T
Thomas_White
Guest
I don’t think this is exactly what you said. There is a reluctance to acknowledge the obvious, which is that bread and wine when consecrated become the body and blood of Christ–that is, they remain bread and wine as (literally) the body and blood of Christ. It is thus the substances themselves that become the body and blood of Christ. The appearances remain unchanged.This is exactly what I said: The bread and wine become the body and blood of Christ.
This has always been the teaching. The Church has never taught consubstantiation. After consecration, the bread and wine are wholly converted into Jesus. They are no longer bread and wine, of which only the appearances remain.
However, this is most likely “semantics”, a different way of expressing the very same thing. But I would note from more than sixty years of experience that in every way the Eucharist (and more recently the wine), remain in substance bread and wine to the senses. This is more than appearance. In other words, the consecrated bread and wine become, as bread and wine, the body and blood of Christ.
This is not particularly difficult to express in words, but nevertheless it may defy comprehension since we are so used to thinking of body and blood in their literal meaning. The consecration is a transformative process and not consubstantiation. I believe if all this is doubted, so consequently is the real presence. In plain English, it is a fact that consecrated bread and wine do not literally become body and blood, as those terms are commonly (and correctly) understood.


**WHAT NEEDS TO BE DONE:** Using the listing below, please count the lines that contain the string "with". Only the number is wanted.

**THE RECORDS:**
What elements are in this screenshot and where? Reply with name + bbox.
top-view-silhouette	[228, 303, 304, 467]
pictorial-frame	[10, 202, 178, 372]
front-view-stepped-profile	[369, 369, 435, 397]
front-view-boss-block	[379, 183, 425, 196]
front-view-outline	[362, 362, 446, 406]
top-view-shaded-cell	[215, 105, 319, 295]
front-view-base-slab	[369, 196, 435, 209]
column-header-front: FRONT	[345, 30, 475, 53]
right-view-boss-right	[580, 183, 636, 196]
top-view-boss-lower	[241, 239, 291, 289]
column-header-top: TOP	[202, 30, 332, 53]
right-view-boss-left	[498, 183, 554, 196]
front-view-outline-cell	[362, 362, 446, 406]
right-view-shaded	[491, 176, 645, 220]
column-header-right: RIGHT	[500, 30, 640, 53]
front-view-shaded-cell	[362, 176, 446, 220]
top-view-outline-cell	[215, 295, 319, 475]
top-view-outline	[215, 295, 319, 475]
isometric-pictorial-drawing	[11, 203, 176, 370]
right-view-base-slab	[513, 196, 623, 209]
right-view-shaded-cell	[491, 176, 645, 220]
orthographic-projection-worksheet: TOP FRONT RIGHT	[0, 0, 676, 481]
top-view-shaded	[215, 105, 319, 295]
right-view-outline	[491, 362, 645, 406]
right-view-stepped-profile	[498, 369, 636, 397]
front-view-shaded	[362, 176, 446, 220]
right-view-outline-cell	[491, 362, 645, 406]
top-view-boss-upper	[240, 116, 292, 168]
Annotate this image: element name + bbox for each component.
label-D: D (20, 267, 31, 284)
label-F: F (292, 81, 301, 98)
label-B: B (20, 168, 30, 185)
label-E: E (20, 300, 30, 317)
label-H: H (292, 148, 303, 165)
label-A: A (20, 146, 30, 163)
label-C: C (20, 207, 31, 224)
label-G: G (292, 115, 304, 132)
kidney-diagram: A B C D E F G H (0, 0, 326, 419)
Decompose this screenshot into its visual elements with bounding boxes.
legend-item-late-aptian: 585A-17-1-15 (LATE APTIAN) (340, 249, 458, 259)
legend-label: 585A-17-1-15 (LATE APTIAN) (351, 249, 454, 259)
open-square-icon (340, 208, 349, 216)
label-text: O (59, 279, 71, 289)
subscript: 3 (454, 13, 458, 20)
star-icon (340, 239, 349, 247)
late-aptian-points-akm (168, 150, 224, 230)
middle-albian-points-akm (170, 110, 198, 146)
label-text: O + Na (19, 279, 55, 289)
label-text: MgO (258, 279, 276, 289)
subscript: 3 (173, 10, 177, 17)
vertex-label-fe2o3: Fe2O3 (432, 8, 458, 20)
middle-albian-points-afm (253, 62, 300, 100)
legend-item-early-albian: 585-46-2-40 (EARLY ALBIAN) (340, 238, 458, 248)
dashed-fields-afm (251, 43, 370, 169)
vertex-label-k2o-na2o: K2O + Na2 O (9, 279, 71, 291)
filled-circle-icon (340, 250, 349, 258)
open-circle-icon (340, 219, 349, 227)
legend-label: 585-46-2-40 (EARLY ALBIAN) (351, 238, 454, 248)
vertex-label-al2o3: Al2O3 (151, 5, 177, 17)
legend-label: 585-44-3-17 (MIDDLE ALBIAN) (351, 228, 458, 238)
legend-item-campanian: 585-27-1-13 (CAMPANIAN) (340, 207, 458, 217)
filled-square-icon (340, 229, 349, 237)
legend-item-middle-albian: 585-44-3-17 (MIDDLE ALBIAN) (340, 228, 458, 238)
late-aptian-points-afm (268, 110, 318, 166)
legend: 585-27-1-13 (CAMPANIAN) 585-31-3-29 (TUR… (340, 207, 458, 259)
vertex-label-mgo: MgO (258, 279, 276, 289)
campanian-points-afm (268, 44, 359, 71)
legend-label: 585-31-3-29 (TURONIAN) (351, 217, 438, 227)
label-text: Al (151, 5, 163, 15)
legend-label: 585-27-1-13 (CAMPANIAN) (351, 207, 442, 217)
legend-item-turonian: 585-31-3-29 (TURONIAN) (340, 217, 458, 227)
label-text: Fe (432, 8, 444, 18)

**REPLY TO THE TASK:** 2